Reuben Paterson‘s 10 metre high waka, parked vertically outside the Auckland City Gallery, made up of almost 600 iridescent crystals, engages with the gods, Papatūanuku and Ranginui. Patterson is the artist who championed (along with Mark Curtis) the use of glitter in art, and to that duo we can now add a fourth artist, Maioha Kara who also chooses to employ the sparkly substance in her work, and does so to yet further demonstrate the rebirth, in art, and in relation to personal identity, of Māori deities and their stories.

Recently Kara has been drilling holes in sheets of wood and filling them with glitter. These circular routed divots are configured to form geometric patterns that extend and play with the aesthetics of abstraction. But the patterns created on birch and rimu are here related directly to shapes and forms that originate from her Māori heritage. In this case they are an expression of her identity, reworking the inherited lineage of patterns that find their source in tukutuku panels and tāniko designs.

Whakapapa in this new series of works, entitled Whakapiri, becomes extended to encompass the ideas of ultimate origins traced back to the genealogies of Creation itself in Māori cosmology: Te Kore (chaos/void) Te Pō (aeons of darkness) Te Ao Mārama (potential for being).

These are big themes and the art is being asked to carry a heavy load, supported by relatively small works, Sistine Chapel stuff in a way, and essentially with a reliance on the play of light picked up by circles of glitter placed in symmetrical geometric tessellations.

Of course Mark Rothko also used colour and the play of light in his abstractions to somewhat of the same ends, as did Ralph Hotere, and there is something of the latter in Kara’s work, particularly in the piece called Taku toi kahurangi. Out of a brooding dark there shines dark blue/green lights, while the octagonal shape of the work itself echoes the geometrics within. Me te wai kōrari possess the same resonance.

Works on paper, which essentially replicate the dot and geometric design of the wood pieces, like Takurua 11, have a look of tapestry samples about them. Alternatively they might represent the dance of molecules and atoms, from a purely secularist point of view, but held within strict crystal-like configurations.

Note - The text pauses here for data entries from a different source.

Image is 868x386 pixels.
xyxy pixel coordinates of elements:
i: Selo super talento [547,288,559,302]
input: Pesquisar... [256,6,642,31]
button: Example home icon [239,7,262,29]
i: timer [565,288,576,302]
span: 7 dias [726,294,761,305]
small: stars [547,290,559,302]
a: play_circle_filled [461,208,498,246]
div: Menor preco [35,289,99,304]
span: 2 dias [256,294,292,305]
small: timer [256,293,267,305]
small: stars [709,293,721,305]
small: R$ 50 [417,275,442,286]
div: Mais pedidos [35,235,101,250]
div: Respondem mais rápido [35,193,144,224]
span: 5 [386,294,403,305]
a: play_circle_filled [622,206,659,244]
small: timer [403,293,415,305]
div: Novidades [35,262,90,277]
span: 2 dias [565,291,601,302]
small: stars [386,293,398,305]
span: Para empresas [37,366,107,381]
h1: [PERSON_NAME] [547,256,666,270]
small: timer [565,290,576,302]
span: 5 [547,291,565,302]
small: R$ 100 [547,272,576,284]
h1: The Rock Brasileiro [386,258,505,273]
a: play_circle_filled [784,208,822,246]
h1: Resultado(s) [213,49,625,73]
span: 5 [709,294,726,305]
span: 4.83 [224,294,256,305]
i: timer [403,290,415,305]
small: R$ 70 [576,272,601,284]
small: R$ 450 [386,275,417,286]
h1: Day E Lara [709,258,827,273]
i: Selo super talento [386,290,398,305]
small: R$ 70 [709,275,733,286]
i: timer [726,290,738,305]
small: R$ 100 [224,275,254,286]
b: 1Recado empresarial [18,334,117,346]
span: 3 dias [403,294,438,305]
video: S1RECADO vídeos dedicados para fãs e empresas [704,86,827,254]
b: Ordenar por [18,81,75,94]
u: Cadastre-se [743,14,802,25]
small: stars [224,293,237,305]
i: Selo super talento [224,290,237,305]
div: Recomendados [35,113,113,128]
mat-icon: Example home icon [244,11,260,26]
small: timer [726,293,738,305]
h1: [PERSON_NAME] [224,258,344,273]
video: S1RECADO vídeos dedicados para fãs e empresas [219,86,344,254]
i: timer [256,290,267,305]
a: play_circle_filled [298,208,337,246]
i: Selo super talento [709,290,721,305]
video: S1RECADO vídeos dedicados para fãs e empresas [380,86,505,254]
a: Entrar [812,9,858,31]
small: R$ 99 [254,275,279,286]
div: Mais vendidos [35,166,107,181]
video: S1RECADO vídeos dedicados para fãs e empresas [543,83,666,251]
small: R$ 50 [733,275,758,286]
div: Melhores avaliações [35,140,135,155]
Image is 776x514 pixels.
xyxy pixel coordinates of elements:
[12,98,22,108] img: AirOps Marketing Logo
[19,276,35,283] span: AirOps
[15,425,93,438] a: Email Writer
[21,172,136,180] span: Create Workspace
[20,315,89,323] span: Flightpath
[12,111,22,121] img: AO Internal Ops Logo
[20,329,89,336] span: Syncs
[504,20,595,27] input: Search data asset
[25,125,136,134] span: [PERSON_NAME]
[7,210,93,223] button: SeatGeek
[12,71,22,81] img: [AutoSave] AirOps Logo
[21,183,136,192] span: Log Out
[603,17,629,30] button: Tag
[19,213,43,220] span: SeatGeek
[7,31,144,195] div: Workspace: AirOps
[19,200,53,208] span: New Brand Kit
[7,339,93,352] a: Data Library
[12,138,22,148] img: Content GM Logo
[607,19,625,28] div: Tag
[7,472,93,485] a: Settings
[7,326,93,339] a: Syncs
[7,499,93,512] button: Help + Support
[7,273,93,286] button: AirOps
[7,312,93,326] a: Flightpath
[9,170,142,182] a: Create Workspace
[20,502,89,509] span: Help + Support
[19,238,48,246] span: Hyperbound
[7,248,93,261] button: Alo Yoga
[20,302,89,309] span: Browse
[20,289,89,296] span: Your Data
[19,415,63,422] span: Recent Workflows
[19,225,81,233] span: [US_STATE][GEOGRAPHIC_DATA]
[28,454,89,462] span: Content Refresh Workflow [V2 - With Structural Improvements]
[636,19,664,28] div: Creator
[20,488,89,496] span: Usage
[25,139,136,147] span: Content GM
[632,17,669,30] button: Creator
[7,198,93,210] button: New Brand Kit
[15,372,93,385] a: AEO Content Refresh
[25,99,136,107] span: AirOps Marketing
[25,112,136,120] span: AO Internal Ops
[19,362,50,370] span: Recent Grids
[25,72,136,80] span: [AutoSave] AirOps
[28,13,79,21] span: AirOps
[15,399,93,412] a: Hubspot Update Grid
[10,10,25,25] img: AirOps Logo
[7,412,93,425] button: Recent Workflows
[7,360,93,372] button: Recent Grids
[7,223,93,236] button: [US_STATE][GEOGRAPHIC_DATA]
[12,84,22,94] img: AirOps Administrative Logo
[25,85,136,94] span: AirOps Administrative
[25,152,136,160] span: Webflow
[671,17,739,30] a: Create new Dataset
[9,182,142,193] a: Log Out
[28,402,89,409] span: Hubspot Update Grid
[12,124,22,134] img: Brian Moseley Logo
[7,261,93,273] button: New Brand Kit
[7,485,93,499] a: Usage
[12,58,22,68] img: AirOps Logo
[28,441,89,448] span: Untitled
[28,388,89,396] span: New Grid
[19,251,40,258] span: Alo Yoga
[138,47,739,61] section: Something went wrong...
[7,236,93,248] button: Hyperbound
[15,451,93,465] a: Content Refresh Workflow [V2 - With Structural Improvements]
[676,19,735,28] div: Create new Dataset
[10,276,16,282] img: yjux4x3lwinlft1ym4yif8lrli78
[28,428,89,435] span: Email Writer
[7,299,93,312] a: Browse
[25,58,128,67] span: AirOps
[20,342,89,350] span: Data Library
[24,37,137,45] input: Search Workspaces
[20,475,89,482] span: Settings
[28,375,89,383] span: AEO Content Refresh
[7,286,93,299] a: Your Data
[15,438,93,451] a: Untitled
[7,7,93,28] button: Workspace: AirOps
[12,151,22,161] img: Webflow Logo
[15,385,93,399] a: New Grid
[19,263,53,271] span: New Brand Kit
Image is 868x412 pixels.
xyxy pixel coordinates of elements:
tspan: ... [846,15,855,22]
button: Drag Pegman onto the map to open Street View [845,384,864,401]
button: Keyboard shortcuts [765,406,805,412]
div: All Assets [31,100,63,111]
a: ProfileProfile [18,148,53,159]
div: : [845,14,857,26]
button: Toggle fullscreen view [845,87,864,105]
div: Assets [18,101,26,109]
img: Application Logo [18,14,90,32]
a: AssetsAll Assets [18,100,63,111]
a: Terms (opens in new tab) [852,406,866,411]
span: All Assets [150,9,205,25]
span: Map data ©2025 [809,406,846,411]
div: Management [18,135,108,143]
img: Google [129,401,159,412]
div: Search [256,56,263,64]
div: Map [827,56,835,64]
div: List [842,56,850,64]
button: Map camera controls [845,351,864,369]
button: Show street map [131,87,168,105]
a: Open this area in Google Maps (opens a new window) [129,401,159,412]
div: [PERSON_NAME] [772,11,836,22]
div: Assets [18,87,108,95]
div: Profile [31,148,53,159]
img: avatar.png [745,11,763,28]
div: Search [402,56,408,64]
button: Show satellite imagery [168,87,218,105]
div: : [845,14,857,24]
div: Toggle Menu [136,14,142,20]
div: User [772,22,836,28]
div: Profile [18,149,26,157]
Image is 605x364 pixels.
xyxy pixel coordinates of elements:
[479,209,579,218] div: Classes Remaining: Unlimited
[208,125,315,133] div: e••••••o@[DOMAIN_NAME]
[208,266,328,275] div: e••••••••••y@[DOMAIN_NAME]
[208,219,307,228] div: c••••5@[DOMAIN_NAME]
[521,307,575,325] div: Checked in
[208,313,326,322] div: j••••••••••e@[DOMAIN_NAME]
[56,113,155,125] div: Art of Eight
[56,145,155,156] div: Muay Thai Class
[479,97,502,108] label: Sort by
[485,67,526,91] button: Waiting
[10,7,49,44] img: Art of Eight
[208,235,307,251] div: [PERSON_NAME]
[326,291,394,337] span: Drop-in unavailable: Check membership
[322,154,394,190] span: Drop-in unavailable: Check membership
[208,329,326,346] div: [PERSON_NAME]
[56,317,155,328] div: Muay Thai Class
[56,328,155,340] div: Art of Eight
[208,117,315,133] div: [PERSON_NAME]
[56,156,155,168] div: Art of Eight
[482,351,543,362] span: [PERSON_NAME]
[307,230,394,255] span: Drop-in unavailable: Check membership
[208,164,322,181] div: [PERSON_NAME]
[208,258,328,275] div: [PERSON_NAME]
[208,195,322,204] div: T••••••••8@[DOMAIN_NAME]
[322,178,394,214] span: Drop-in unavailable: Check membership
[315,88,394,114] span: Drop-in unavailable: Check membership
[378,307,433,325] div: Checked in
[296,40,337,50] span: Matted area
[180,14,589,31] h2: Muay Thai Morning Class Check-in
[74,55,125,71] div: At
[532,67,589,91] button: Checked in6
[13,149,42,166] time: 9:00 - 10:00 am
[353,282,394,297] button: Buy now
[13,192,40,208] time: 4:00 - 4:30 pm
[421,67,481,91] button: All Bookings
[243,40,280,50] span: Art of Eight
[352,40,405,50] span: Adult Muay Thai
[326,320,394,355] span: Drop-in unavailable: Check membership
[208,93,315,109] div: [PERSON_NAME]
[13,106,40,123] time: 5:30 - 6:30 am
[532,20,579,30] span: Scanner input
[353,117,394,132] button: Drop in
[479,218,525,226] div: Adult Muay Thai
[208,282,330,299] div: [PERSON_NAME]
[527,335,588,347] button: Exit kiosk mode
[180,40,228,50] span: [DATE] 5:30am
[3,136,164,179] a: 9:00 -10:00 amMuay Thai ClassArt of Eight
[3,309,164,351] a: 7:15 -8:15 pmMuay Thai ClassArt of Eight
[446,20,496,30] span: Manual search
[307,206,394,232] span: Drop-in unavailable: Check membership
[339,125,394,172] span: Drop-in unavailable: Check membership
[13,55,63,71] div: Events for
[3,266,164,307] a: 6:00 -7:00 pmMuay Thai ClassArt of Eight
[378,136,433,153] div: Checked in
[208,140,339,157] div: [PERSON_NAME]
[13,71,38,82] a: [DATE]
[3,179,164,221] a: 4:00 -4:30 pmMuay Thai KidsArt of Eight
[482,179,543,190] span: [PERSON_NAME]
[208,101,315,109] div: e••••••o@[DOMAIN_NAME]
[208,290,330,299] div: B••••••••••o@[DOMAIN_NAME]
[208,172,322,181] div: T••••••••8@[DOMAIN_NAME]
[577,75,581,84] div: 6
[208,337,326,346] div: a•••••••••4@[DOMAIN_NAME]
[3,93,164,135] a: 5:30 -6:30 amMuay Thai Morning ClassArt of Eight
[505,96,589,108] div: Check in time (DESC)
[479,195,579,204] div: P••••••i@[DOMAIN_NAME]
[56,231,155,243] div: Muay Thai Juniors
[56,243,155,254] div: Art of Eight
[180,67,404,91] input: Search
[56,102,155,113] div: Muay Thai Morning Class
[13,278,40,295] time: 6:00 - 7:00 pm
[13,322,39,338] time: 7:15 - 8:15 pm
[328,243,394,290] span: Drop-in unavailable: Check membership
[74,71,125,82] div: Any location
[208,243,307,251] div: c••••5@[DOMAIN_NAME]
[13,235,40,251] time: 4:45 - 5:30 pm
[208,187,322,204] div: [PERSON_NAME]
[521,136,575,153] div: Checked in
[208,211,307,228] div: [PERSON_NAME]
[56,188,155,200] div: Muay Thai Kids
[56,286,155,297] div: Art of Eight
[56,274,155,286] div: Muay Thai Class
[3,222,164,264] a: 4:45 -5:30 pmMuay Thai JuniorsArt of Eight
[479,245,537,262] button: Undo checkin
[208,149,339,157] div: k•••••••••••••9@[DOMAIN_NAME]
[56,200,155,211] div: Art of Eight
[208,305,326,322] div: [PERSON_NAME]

The gems of glitter in the holes of the wood-based works become ‘vessels’ for the energy of light to shine, while the shapes of the design resemble gemstones and suggest in their own forms a potential for sparkle and gleam. Kara regards this as emblematic of the life force, (mauri), something the mystic, Teilhard de Chardin might be comfortable with.

All of this has to do with the artist finding her connection, via lineage, to who she is—herself in the world and cosmos. We are talking spiritual knowledge here, and thus the art becomes an expression of autobiographical quest, of nestling back inside cultural saga.

The question is, will any of this speak to people outside the confines of Māoridom?

One could ask the same question of the early works of McCahon. Did they speak to anyone outside the parameters of Christianity? In other words, did they possess a power that took them from the particular and carry them to the level of universality, irrespective of the mythological/historical stories they were drawing on?

In 2006, a group of New Zealand poets and scientists went on a blind date and the resulting cohabitation was the production of a volume of poetry called Are Angels Ok? The answer the poet Chris Price gave, after mentioning the absence of angels at Auschwitz, was that they might be allowed as placebos, that is, useful fictions.

Whether Kara wants more from her pieces than metaphors, personifications or useful fictions, is an open question, but as pure aesthetic pieces they will please many. And they will certainly delight those who see Māori mythos as a means of spiritual sustenance, adding to the renaissance of indigenous art and narrative, finding expression in modernist terms.